Ollie Palmer is an artist, designer and film-maker whose work critically questions control systems and contemporary use of technology, and takes place across installations, films and performances. Projects often include collaborations with scientists, dancers, and other people outside of his own discipline. From 2015-16 he was Pavillon artist-in-residence at the Palais de Tokyo, Paris, and his work has been shown internationally (V&A Museum, Seoul Museum of Art, Opera Garnier de Paris). He holds a PhD by Design from the Bartlett School of Architecture entitled ‘Scripted performances: designing performative architectures through digital and absurd machines’ (download pdf), and is alumni of the Bartlett’s Interactive Architecture Lab. He has taught at the School of the Art Institute Chicago, the Bartlett, TU Delft Architecture, and AKV St Joost, where he is Core Tutor on the Situated Design masters course. Alongside other projects, he is currently working on a FilmFonds NL-funded immersive reality project entitled All the Worlds.

Contact details

om.palmer@avans.nlwww.olliepalmer.com@_olliepalmer

Image: Ollie Palmer and performance/production team at Nybble installation, V&A Museum, 2013.

Nick Bromann

Nick Bromann is a second-year Situated Design student at MIVC. Born in the USA, and currently residing in the Netherlands, his background is in graphic design and visual arts, and his own practice asks viewers to reflect on their surroundings through wandering and image-making. His work can be found on Instagram at bromann.nick.
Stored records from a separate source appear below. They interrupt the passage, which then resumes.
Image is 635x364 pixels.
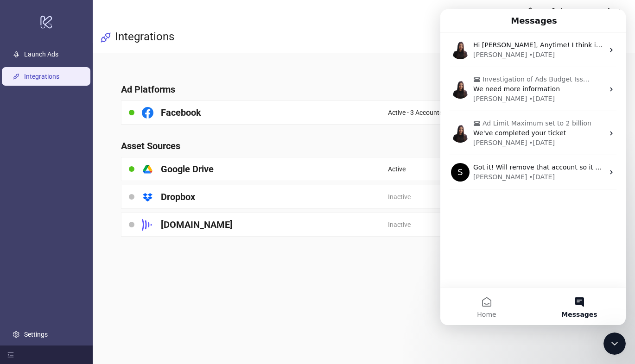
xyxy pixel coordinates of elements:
[8,352,14,358] span: menu-fold
[89,129,114,138] div: • [DATE]
[161,163,214,176] h4: Google Drive
[388,108,468,118] span: Active - 3 Accounts selected
[121,212,607,237] a: [DOMAIN_NAME]Inactiveright
[161,190,195,203] h4: Dropbox
[11,71,29,90] img: Profile image for Laura
[388,220,410,230] span: Inactive
[142,219,154,231] svg: Frame.io Logo
[161,106,201,119] h4: Facebook
[527,8,533,14] span: bell
[33,120,125,127] span: We've completed your ticket
[37,302,55,309] span: Home
[89,85,114,95] div: • [DATE]
[33,85,87,95] div: [PERSON_NAME]
[388,192,410,202] span: Inactive
[100,32,111,43] span: api
[11,154,29,172] div: Profile image for Simon
[121,101,607,125] a: FacebookActive - 3 Accounts selectedright
[24,331,48,338] a: Settings
[121,302,157,309] span: Messages
[115,30,174,45] h3: Integrations
[121,83,607,96] h4: Ad Platforms
[33,41,87,50] div: [PERSON_NAME]
[33,163,87,173] div: [PERSON_NAME]
[556,6,613,16] div: [PERSON_NAME]
[24,50,58,58] a: Launch Ads
[550,8,556,15] span: user
[388,164,405,174] span: Active
[33,154,618,162] span: Got it! Will remove that account so it doesn't cause any more confusion! Let me know if you need ...
[121,157,607,181] a: Google DriveActiveright
[42,109,151,119] span: Ad Limit Maximum set to 2 billion
[33,129,87,138] div: [PERSON_NAME]
[33,76,119,84] span: We need more information
[161,218,233,231] h4: [DOMAIN_NAME]
[121,139,607,153] h4: Asset Sources
[121,185,607,209] a: DropboxInactiveright
[42,65,153,75] span: Investigation of Ads Budget Issue in [DOMAIN_NAME]
[603,333,625,355] iframe: Intercom live chat
[440,9,625,325] iframe: Intercom live chat
[89,163,114,173] div: • [DATE]
[89,41,114,50] div: • [DATE]
[24,72,59,80] a: Integrations
[613,8,620,15] span: down
[11,115,29,133] img: Profile image for Laura
[93,279,185,316] button: Messages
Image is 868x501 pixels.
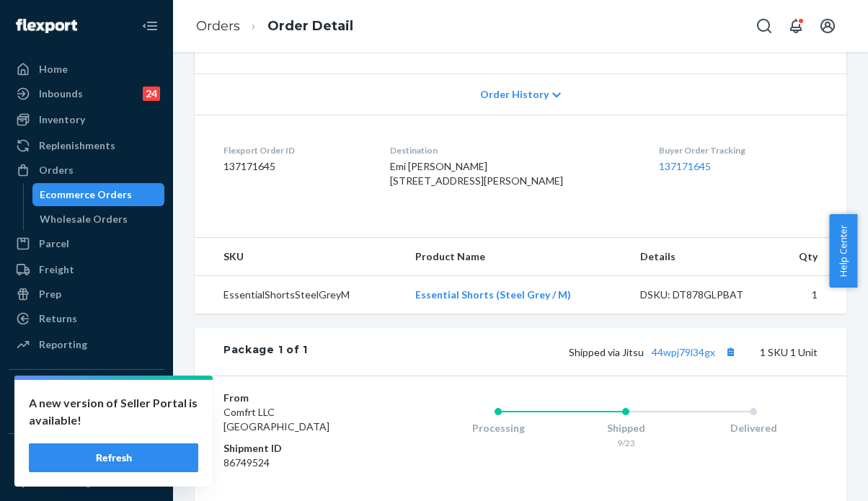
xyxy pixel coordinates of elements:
div: 24 [143,86,160,101]
a: 44wpj79l34gx [652,346,715,358]
td: 1 [772,276,846,314]
div: Delivered [689,421,817,436]
div: 1 SKU 1 Unit [308,342,817,361]
dt: From [223,391,377,405]
a: Wholesale Orders [33,207,165,230]
th: Qty [772,238,846,276]
div: DSKU: DT878GLPBAT [640,288,760,302]
dt: Shipment ID [223,441,377,455]
a: Orders [196,18,240,34]
a: Reporting [9,333,165,356]
div: Home [39,62,67,76]
div: Ecommerce Orders [40,188,132,201]
button: Open notifications [782,12,810,41]
img: Flexport logo [16,19,77,33]
a: Ecommerce Orders [33,184,165,206]
button: Copy tracking number [720,342,739,361]
a: Orders [9,159,165,182]
div: Package 1 of 1 [223,342,308,361]
span: Order History [480,87,549,101]
div: 9/23 [562,437,689,449]
div: Inbounds [39,86,83,101]
div: Inventory [39,112,85,127]
div: Reporting [39,337,87,352]
div: Orders [39,163,73,178]
button: Open Search Box [750,12,779,41]
dd: 137171645 [223,160,367,174]
dt: Buyer Order Tracking [659,144,817,157]
a: Order Detail [268,18,353,34]
a: Add Fast Tag [9,474,165,491]
a: Returns [9,307,165,330]
button: Help Center [828,214,857,288]
a: Prep [9,283,165,306]
button: Open account menu [812,12,842,41]
div: Processing [434,421,562,436]
span: Shipped via Jitsu [568,346,739,358]
th: Details [629,238,772,276]
div: Prep [39,287,62,302]
a: Inventory [9,108,165,131]
div: Parcel [39,236,69,251]
th: SKU [194,238,404,276]
button: Integrations [9,381,165,405]
button: Close Navigation [136,12,165,41]
td: EssentialShortsSteelGreyM [194,276,404,314]
th: Product Name [404,238,629,276]
a: 137171645 [659,160,710,173]
a: Essential Shorts (Steel Grey / M) [415,289,570,301]
a: Inbounds24 [9,82,165,105]
a: Parcel [9,232,165,255]
dt: Flexport Order ID [223,144,367,157]
span: Comfrt LLC [GEOGRAPHIC_DATA] [223,406,329,433]
div: Replenishments [39,138,115,153]
div: Shipped [562,421,689,436]
ol: breadcrumbs [185,5,365,48]
dt: Destination [390,144,635,157]
a: Home [9,58,165,80]
span: Emi [PERSON_NAME] [STREET_ADDRESS][PERSON_NAME] [390,160,562,187]
div: Returns [39,312,77,325]
button: Fast Tags [9,445,165,468]
button: Refresh [29,443,198,472]
div: Freight [39,262,74,277]
dd: 86749524 [223,455,377,470]
a: Add Integration [9,410,165,428]
div: Wholesale Orders [40,212,128,226]
a: Replenishments [9,134,165,157]
a: Freight [9,258,165,281]
p: A new version of Seller Portal is available! [29,394,198,429]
Image: bromann.nick on Instagram.


Feedback

This course is designed for you! If there is anything that is unclear, anything that could be better organised, or you have any ideas you think might make the course or your experience better, please just tell me.


Website + podcast

Open access

The contents of this course are open access. Please feel free to take and adapt any of the learning materials, try the exercises, start teaching your own course, etc.

Whilst the site and course are open access, there are copyrighted materials on the site. This includes students’ work, and images from relevant films, etc. Copyrighted material is clearly marked as such: please respect the original copyright holder. If you like the look of something on the site (e.g. a film, podcast, book, etc), please support its creator! :)

Open source

The website this course runs on is open source; you can find the whole code-base on Github. The website is built with Jekyll, and uses a slightly modified version of Just the Docs. The site uses ‘Monofur for Powerline’ by Tobias B Koehler for its titles - font licence and description can be found over here. Please use, adapt, and modify the site as you see fit. More information about how it’s all put together, and how you can copy it to your own site, on GitHub.